At the press conference, Mr. Liu reiterated China’s pledge to buy at least $40 billion of American farm products over each of the next two years. The deal’s signing helped drive up U.S. stocks in Wednesday’s trading. 

Still, economists doubt China can live up to that $40 billion pledge on agricultural imports, let alone the $200 billion made-in-America bonanza. “There are a lot of people [who are] skeptical,” says Patrick Westhoff, director of the Food and Agricultural Policy Research Institute at the University of Missouri. It’s conceivable that the Chinese could effectively double the nearly $20 billion in U.S. farm goods it bought before 2018, says Mr. Westhoff. But that would mean China freezing out non-U.S. suppliers, potentially triggering trade friction elsewhere.  

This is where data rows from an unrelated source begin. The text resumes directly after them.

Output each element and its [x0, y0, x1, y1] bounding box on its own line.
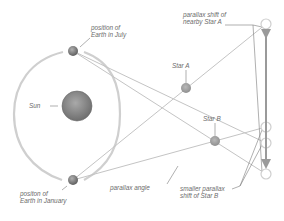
label-sun: Sun [29, 102, 41, 109]
sight-lines-january [73, 24, 266, 180]
earth-january [68, 175, 78, 185]
star-b [210, 136, 220, 146]
sun [62, 91, 92, 121]
star-a-apparent-july [261, 19, 271, 29]
label-earth-july: position ofEarth in July [90, 24, 127, 39]
sight-lines-july [73, 51, 266, 174]
label-parallax-angle: parallax angle [109, 184, 150, 192]
label-earth-january: positon ofEarth in January [19, 190, 67, 205]
label-star-b: Star B [203, 115, 221, 122]
star-a-apparent-january [261, 169, 271, 179]
parallax-diagram: position ofEarth in July Sun positon ofE… [0, 0, 284, 221]
label-parallax-shift-b: smaller parallaxshift of Star B [180, 185, 226, 199]
label-star-a: Star A [172, 62, 190, 69]
earth-july [68, 46, 78, 56]
star-a [181, 83, 191, 93]
label-parallax-shift-a: parallax shift ofnearby Star A [182, 11, 227, 26]
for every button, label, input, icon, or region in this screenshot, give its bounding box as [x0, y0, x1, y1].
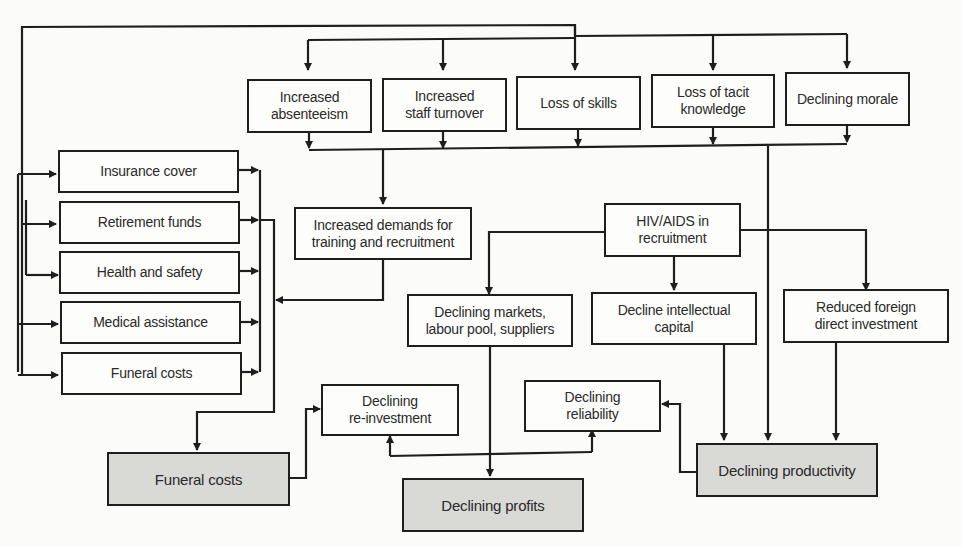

President Donald Trump shakes hands with Chinese Vice Premier Liu He after signing a trade agreement in the East Room of the White House Jan. 15, 2020, in Washington.
Evan Vucci/AP

If reaching the phase one deal proved difficult, reaching a phase two agreement is likely to be orders of magnitude more difficult because the issues involved go to the heart of the U.S.-China dispute, namely, a sharp disagreement on how economies should operate. In the West, increased trade is generally considered a win-win; in China, it takes a back seat to national economic priorities and political oversight of the economy.

So issues such as China’s goals for technological development supported by government subsidies to companies remain unaddressed.

A broader Western agenda

One big question is how the U.S. can keep pressure on the Chinese for a phase two agreement. 

One possible sign came Tuesday when the U.S., the European Union, and Japan released a joint statement calling for tighter trade rules on government subsidies to companies – a key point of ongoing friction between China and the West. The issuing of the statement points to the possibility that the administration would try to involve key allies in its push to get China to change its ways. 

“This is not a problem that can be solved between China and the U.S. alone,” says Mary Lovely, a professor of economics at Syracuse University and a senior fellow at the Peterson Institute for International Economics. “We need, need, need our allies!”

The next 12 months will be telling, says Mr. Kennedy, since the agreement aims at increasing trade between the two nations. This comes after the tariff war led some U.S. companies to move their operations out of China.